Et si Kangankunde devenait le symbole d’une Afrique qui négocie enfin à armes égales, pas juste un nouveau guichet pour les coursiers du cobalt ?

EconEddie_89 04 Jul 2026 · 10:32

If Kangankunde’s terms are truly equal, let’s see the local refining capacity before calling it a win-otherwise it’s just outsourcing the mess.

Econo_Hans 04 Jul 2026 · 04:23

Kangankunde klinkt veelbelovend, maar laten we hopen dat het niet weer een kwestie wordt van winst voor buitenlandse partijen en lege handen voor Malawi.

tessa_london 03 Jul 2026 · 12:58

Optimistic but wary-if this actually delivers local refining jobs instead of just shipping raw ore, it could shift the game. Fingers crossed the hype isn’t another mirage.

EconEddie_89 03 Jul 2026 · 12:19

I’ll believe it when I see the EPC contract signed, not the press release.
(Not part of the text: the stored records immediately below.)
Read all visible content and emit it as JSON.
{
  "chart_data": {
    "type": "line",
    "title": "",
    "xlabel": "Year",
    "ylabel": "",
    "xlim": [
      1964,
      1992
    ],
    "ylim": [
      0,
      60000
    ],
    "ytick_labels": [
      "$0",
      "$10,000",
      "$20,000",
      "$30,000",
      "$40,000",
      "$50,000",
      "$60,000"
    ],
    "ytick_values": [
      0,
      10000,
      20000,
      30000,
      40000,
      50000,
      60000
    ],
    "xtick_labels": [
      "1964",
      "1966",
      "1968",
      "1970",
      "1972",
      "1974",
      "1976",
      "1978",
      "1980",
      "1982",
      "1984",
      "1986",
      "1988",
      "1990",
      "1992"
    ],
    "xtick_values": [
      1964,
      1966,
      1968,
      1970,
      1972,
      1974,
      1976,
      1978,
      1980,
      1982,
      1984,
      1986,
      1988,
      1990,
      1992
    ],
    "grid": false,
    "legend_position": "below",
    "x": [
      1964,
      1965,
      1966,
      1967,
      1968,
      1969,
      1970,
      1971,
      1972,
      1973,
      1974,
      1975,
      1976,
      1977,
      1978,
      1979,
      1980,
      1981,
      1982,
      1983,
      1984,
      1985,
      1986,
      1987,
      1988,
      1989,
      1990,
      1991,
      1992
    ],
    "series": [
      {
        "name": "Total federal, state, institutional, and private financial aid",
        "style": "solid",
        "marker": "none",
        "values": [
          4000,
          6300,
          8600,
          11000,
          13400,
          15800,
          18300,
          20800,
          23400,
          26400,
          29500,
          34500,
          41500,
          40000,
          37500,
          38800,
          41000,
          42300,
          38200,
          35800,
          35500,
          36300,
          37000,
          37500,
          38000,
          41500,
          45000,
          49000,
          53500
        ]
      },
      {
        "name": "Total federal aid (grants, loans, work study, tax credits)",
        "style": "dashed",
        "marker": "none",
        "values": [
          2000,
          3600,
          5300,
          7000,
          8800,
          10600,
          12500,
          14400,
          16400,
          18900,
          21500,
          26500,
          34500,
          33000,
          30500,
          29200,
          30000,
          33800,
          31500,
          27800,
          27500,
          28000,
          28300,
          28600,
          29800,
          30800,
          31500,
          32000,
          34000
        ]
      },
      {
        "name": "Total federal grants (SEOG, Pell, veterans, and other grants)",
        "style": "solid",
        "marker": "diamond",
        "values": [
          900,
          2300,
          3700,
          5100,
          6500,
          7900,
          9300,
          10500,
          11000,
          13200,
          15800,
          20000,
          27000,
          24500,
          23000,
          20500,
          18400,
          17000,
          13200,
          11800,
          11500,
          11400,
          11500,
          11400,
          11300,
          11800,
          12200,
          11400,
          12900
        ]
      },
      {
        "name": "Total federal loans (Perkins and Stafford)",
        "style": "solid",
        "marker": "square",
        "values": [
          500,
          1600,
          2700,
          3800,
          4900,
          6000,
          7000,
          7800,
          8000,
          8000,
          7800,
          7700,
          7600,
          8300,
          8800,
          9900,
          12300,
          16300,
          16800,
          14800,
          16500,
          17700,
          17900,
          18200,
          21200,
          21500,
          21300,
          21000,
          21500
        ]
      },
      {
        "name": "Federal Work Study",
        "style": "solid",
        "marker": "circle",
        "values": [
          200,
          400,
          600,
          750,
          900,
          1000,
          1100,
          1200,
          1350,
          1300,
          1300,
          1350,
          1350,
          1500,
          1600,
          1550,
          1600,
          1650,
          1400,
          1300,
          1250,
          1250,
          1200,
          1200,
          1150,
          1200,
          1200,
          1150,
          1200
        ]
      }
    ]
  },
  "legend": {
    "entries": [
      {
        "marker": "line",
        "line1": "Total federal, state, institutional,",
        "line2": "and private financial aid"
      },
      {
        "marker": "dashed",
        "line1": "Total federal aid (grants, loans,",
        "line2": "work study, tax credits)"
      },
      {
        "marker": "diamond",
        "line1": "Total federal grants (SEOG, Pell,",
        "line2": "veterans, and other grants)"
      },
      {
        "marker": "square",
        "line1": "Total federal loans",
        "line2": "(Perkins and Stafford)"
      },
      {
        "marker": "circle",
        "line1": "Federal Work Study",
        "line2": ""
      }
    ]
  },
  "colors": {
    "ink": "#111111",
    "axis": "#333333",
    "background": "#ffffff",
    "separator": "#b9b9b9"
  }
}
J.P.R. 03 Jul 2026 · 12:10

68 ans à voir des gisements prometteurs s’enliser dans les coûts logistiques… Kangankunde tiendra-t-il ses promesses sans se faire étrangler par les routes et l’électricité ?
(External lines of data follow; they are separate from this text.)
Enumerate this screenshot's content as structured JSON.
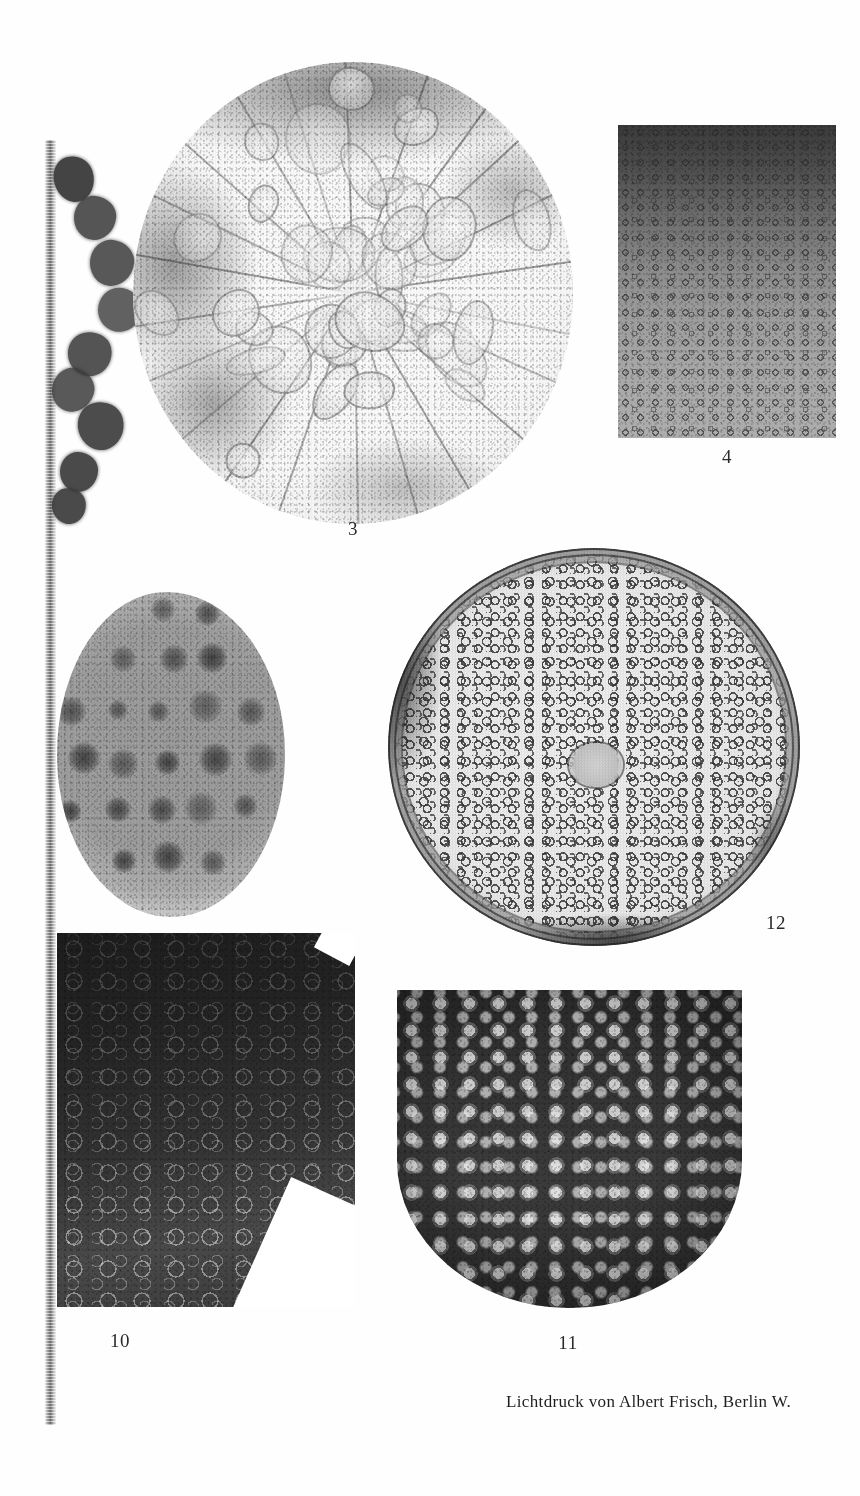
{
  "plate": {
    "background_color": "#fefefe",
    "width": 860,
    "height": 1496,
    "printer_credit": "Lichtdruck von Albert Frisch, Berlin W."
  },
  "figures": [
    {
      "number": "",
      "name": "partial-left-figure",
      "description": "partial figure cropped at left page edge, column of dark rounded blobs beside a vertical plate edge",
      "kind": "photomicrograph"
    },
    {
      "number": "3",
      "name": "figure-3",
      "description": "circular section showing radial polygonal cell chambers",
      "kind": "photomicrograph"
    },
    {
      "number": "4",
      "name": "figure-4",
      "description": "rectangular field of small ring-shaped cells, dark at top shading lighter toward bottom",
      "kind": "photomicrograph"
    },
    {
      "number": "10",
      "name": "figure-10",
      "description": "dark rectangular field with bright branching reticulate lines",
      "kind": "photomicrograph"
    },
    {
      "number": "11",
      "name": "figure-11",
      "description": "dark rounded-bottom section with bright clustered blotches",
      "kind": "photomicrograph"
    },
    {
      "number": "12",
      "name": "figure-12",
      "description": "large circular section with concentric rim rings and labyrinthine interior pattern",
      "kind": "photomicrograph"
    }
  ],
  "captions": {
    "fig3": "3",
    "fig4": "4",
    "fig10": "10",
    "fig11": "11",
    "fig12": "12"
  },
  "colors": {
    "ink": "#1e1e1e",
    "paper": "#fefefe",
    "midtone": "#8b8b8b",
    "shadow": "#2b2b2b"
  }
}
le_sceptique_financier 03 Jul 2026 · 12:10

Permettez-moi de douter... L’Afrique a déjà donné assez de ses ressources pour qu’on lui parle de « nouveau front » comme d’une victoire.

经济小王_沪 03 Jul 2026 · 14:38

非洲资源开发的历史包袱固然沉重,但这次稀土项目的主导权和收益分配是否真的更公平,还得看合同细节而非口号。
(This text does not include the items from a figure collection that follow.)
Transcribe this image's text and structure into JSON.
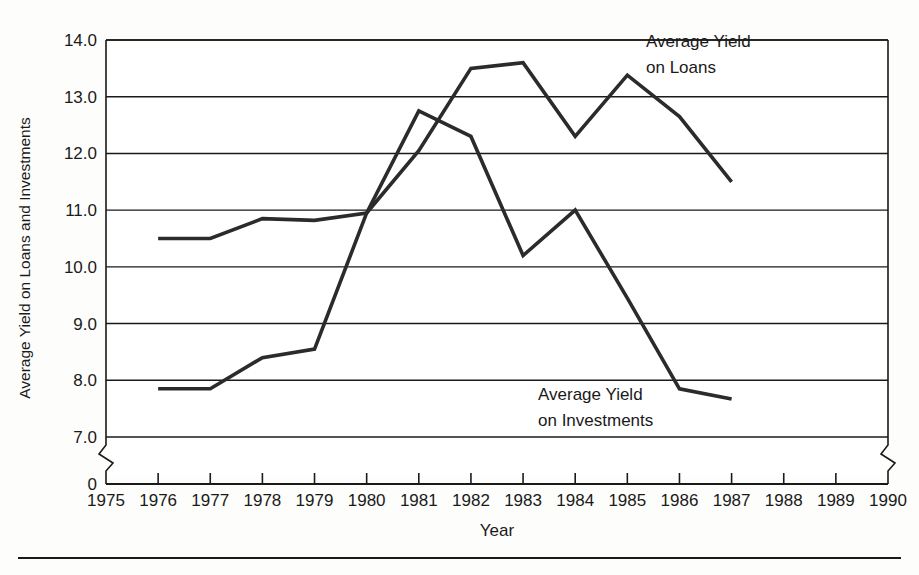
{
  "chart_data": {
    "type": "line",
    "title": "",
    "xlabel": "Year",
    "ylabel": "Average Yield on Loans and Investments",
    "x": [
      1976,
      1977,
      1978,
      1979,
      1980,
      1981,
      1982,
      1983,
      1984,
      1985,
      1986,
      1987
    ],
    "xlim": [
      1975,
      1990
    ],
    "ylim": [
      7.0,
      14.0
    ],
    "y_axis_break": true,
    "y_break_label": "0",
    "x_axis_break": true,
    "grid": "horizontal",
    "legend": "annotations-inline",
    "xticks": [
      "1975",
      "1976",
      "1977",
      "1978",
      "1979",
      "1980",
      "1981",
      "1982",
      "1983",
      "1984",
      "1985",
      "1986",
      "1987",
      "1988",
      "1989",
      "1990"
    ],
    "yticks": [
      "7.0",
      "8.0",
      "9.0",
      "10.0",
      "11.0",
      "12.0",
      "13.0",
      "14.0"
    ],
    "series": [
      {
        "name": "Average Yield on Loans",
        "annotation_line1": "Average Yield",
        "annotation_line2": "on Loans",
        "color": "#2b2b2b",
        "values": [
          10.5,
          10.5,
          10.85,
          10.82,
          10.95,
          12.05,
          13.5,
          13.6,
          12.3,
          13.38,
          12.65,
          11.5
        ]
      },
      {
        "name": "Average Yield on Investments",
        "annotation_line1": "Average Yield",
        "annotation_line2": "on Investments",
        "color": "#2b2b2b",
        "values": [
          7.85,
          7.85,
          8.4,
          8.55,
          10.95,
          12.75,
          12.3,
          10.2,
          11.0,
          9.45,
          7.85,
          7.67
        ]
      }
    ]
  },
  "axis": {
    "y_title": "Average Yield on Loans and Investments",
    "x_title": "Year"
  }
}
J.P.R. 03 Jul 2026 · 14:45

If this is a victory, why are the contracts still drafted in languages most local stakeholders can’t read?

Finanz_Fuchs 03 Jul 2026 · 12:08

42 Jahre Bergbau-Hype in Afrika - mal sehen, ob diesmal die Infrastruktur mitspielt oder wieder nur die Börsenkurse.